Spring flips to summer, more sun, more son, more daughter, more space, less fast pace, more time TO READ! Two-thirds of the poetry I read in a year is done in the summer. During the school year, alas, I wrestle with the poets I already know; summer gives me the mental state in which I can butt heads with "new" writers. One of this summer's delights is Luljeta Lleshanaku, her Fresco, a selection of poetry edited and co-translated by Henry Israeli.
Luljeta Lleshanaku's vibrates, keeps you alert, line to line, stanza to stanza, shaking Breton, Aragon, Eluard out of their trees, out of their boots, turning me inside out. On the surface, plain, but roiling, roiling underneath, perhaps like Albania:
What Is Known
The search for unknown words
is a complete failure.
They have all been discovered.
They are round and soft, without mystery
little planets festering with ants too tired
to mount a hobo's shoe.
Rosary in hand
the words count crimson drops
of silence dripping from above
and repeat themselves over and over
like demented men.
But they take pride in their age.
After all, they are exhibits in a museum
and I, transitory, passing before them
can only cloud their glass
with my breath.
Peter Constantine's introduction was superb (as was Israeili's, a bio of sorts of Lleshanaku), summarizing Albania's post WWII history, with especial focus on how the Stalin-era silenced anything but state-approved literature. Constantine points out that when the dictatorship ended in 1990 "for the first time there was complete freedon of expression." Some poets expressed their pent-up hatred for the recent past, writing poetry "loudly voicing the terror that had been and the terror that was perhaps to come." Lleshanaku went another direction, eschewing political and social themes--you have to look deeply under the lines in her poems to catch a tinge of the terror that was Enver Hoxa's Albania. That's what makes her work standout, makes it readable to someone in Moscow, Idaho, 2007, with little knowledge of the Balkans.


What is expected: Please set down, word for word, each line from the one containing "Output each element" through the final line of the records below, both included, and nothing else.
___ Exercise material ___
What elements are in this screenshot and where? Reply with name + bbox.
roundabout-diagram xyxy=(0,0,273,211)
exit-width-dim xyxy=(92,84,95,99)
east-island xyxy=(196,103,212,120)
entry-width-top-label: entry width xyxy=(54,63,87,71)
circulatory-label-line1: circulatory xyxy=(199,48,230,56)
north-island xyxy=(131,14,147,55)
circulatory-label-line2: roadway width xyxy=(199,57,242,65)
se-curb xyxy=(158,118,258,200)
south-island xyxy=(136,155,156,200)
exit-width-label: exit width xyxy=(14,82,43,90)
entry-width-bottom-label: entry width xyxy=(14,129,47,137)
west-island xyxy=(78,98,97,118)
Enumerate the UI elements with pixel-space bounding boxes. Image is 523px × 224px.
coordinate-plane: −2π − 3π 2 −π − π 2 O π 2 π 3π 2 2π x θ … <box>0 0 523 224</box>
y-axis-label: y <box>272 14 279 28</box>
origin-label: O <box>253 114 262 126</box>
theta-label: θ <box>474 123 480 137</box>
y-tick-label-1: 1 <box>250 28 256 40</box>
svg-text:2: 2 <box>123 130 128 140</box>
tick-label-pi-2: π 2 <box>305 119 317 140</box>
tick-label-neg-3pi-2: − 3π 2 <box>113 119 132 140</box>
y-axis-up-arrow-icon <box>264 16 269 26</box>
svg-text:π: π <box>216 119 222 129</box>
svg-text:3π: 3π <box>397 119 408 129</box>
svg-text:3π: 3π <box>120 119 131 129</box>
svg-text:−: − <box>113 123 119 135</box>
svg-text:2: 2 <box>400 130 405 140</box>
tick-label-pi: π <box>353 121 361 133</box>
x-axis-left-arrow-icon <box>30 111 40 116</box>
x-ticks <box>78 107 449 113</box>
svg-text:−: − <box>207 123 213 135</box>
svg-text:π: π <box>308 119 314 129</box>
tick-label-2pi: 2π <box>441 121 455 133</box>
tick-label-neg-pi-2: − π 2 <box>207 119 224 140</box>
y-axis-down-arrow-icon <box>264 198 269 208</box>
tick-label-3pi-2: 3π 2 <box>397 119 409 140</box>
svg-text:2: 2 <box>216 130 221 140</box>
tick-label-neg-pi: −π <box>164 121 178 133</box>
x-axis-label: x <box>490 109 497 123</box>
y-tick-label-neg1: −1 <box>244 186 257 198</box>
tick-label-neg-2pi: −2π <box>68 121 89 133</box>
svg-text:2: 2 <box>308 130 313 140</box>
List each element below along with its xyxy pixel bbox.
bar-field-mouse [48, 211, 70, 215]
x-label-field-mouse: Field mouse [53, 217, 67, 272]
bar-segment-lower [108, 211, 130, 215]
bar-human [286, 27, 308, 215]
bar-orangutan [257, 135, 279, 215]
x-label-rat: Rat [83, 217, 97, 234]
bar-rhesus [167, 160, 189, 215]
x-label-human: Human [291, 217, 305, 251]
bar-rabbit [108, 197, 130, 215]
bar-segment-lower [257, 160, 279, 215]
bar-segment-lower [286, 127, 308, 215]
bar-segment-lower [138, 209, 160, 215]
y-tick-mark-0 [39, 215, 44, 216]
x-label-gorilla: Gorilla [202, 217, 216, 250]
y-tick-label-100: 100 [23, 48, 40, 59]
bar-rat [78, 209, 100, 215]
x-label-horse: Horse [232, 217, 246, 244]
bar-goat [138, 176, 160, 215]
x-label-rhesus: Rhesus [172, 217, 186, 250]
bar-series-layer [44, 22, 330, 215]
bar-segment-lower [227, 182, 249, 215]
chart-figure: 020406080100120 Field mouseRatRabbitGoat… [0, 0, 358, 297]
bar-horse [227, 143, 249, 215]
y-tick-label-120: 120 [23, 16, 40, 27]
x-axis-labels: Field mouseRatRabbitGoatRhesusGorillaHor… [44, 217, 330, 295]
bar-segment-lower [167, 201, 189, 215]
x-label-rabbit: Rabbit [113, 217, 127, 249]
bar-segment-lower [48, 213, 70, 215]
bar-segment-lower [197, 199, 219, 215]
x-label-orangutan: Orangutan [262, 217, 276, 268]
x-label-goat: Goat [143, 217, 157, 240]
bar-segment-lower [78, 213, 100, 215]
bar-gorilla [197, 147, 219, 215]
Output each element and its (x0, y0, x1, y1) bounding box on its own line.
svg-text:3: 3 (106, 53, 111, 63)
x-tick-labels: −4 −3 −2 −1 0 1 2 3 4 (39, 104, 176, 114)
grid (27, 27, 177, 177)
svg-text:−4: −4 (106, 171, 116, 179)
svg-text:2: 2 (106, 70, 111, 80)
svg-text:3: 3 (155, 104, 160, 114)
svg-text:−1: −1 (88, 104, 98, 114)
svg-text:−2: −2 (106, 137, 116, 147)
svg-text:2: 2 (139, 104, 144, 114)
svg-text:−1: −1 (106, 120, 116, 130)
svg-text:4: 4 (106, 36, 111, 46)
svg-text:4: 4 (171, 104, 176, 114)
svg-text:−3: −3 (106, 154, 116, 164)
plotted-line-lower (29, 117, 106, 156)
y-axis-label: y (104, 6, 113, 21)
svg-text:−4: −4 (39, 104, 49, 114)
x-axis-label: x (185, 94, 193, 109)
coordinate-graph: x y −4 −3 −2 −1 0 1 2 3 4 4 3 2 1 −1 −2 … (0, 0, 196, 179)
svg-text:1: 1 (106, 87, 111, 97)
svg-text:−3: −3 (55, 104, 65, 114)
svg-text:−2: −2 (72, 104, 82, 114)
___
Solved exercise:
Output each element and its (x0, y0, x1, y1) bounding box on its own line.
svg-text:3: 3 (106, 53, 111, 63)
x-tick-labels: −4 −3 −2 −1 0 1 2 3 4 (39, 104, 176, 114)
grid (27, 27, 177, 177)
svg-text:−4: −4 (106, 171, 116, 179)
svg-text:2: 2 (106, 70, 111, 80)
svg-text:3: 3 (155, 104, 160, 114)
svg-text:−1: −1 (88, 104, 98, 114)
svg-text:−2: −2 (106, 137, 116, 147)
svg-text:2: 2 (139, 104, 144, 114)
svg-text:−1: −1 (106, 120, 116, 130)
svg-text:4: 4 (106, 36, 111, 46)
svg-text:4: 4 (171, 104, 176, 114)
svg-text:−3: −3 (106, 154, 116, 164)
plotted-line-lower (29, 117, 106, 156)
y-axis-label: y (104, 6, 113, 21)
svg-text:−4: −4 (39, 104, 49, 114)
x-axis-label: x (185, 94, 193, 109)
coordinate-graph: x y −4 −3 −2 −1 0 1 2 3 4 4 3 2 1 −1 −2 … (0, 0, 196, 179)
svg-text:1: 1 (106, 87, 111, 97)
svg-text:−3: −3 (55, 104, 65, 114)
svg-text:−2: −2 (72, 104, 82, 114)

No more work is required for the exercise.